This week’s dream: Papa Hemingway’s Paris
Walking in the footsteps Ernest Hemingway
You’ve trudged through the Louvre, said Bob Ford in The Philadelphia Inquirer. You’ve seen the “Big Three”—Mona Lisa, Venus de Milo, and Winged Victory. You’ve also dodged traffic around the Arc de Triomphe, admired the Eiffel Tower, and visited Sacré-Coeur in Montmartre. “Congratulations. Now it is time to see Paris”—for real. One of the best ways to explore this great city is to walk in the footsteps of Ernest Hemingway, who lived in the 5th and 6th arrondissements—two neighborhoods on the Left Bank of the Seine—from 1921 to 1928.
Start at the Pantheon, shrine to many of France’s greatest citizens, and wend your way “through narrow streets” to the Place de la Contrescarpe. Hemingway and his first wife, Hadley, had an apartment just off the cafe-lined square—a third-floor walk-up at 74 Rue du Cardinal-Lemoine. Around the corner, at 39 Rue Descartes, Hemingway rented a top-floor, unheated room as “a writing aerie.” Gertrude Stein, who played den mother to the “lost generation” of American artists that Hemingway belonged to, lived at 27 Rue de Fleurus. To get there, head back to the Pantheon and set off through the Luxembourg Gardens. If you want to buy one of the small blue notebooks Hemingway used “when he wrote in the cafes,” take a slight detour to the Gilbert Jaune stationery store on the Boulevard Saint-Michel.
After you pass Stein’s home, catch the Metro and get off at the Vavin stop in Montparnasse. Here you will find the “three classic brasseries” that Hemingway immortalized in The Sun Also Rises and in A Movable Feast, the memoir of his Paris years. Hemingway first met F. Scott Fitzgerald at the nearby Dingo Bar. The building, at 10 Rue Delambre, is now an Italian restaurant. Ezra Pound, who lived at 70 Notre Dame des Champs, once arranged for Hemingway to be hired as an editor for The Transatlantic Review, a literary journal. “In return, Hemingway gave Pound boxing lessons.” Take the No. 4 line on the Metro to Saint-Germain-des-Prés, and you’re at what was once the social center of literary Paris. At a restaurant formerly known as Michaud’s, on Rue Jacob, Hemingway—soon after arriving in Paris—“watched James Joyce and his family as they ate a meal.” Many writers hung out at Les Deux Magots, but Hemingway preferred the Brasserie Lipp across the street.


» **THE PROBLEM**:
Write out word for word each line of the records, beginning at the first and stopping after the line with "Task: Click on the span: Theme". Leave the pictures out.

Saved entries:
▶
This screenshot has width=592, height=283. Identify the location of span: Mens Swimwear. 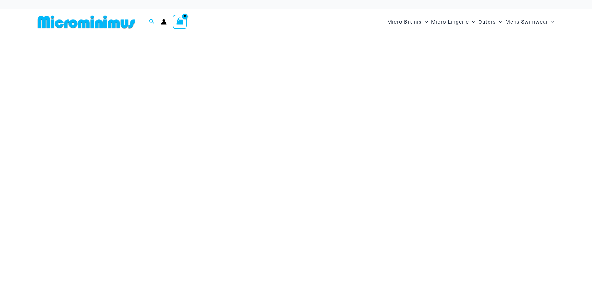
(527, 22).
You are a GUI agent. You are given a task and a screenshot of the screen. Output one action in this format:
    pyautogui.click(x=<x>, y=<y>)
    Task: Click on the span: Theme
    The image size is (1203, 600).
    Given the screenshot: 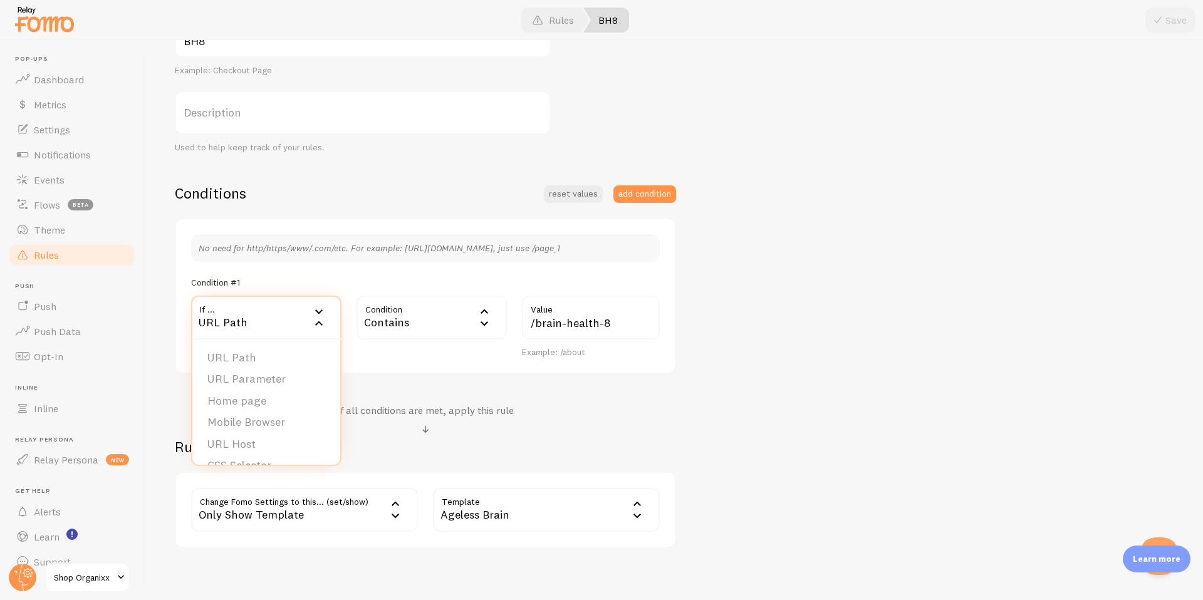 What is the action you would take?
    pyautogui.click(x=49, y=230)
    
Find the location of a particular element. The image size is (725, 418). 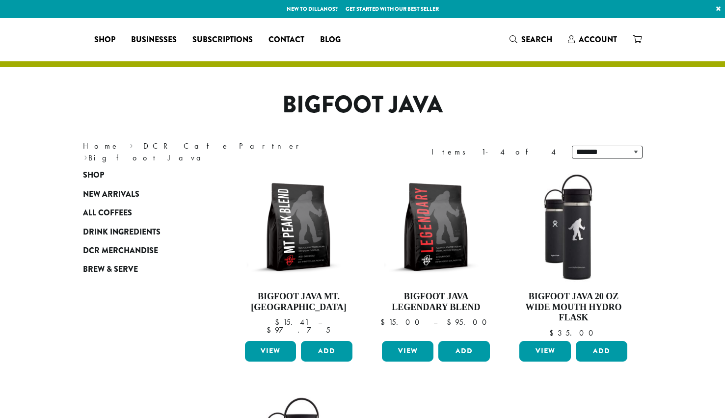

a: Bigfoot Java Legendary Blend is located at coordinates (436, 254).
◀
» **TASK OUTPUT**:
This screenshot has width=592, height=283. Identify the location of span: Mens Swimwear. 
(527, 22).
You are a GUI agent. You are given a task and a screenshot of the screen. Output one action in this format:
    pyautogui.click(x=<x>, y=<y>)
    Task: Click on the span: Theme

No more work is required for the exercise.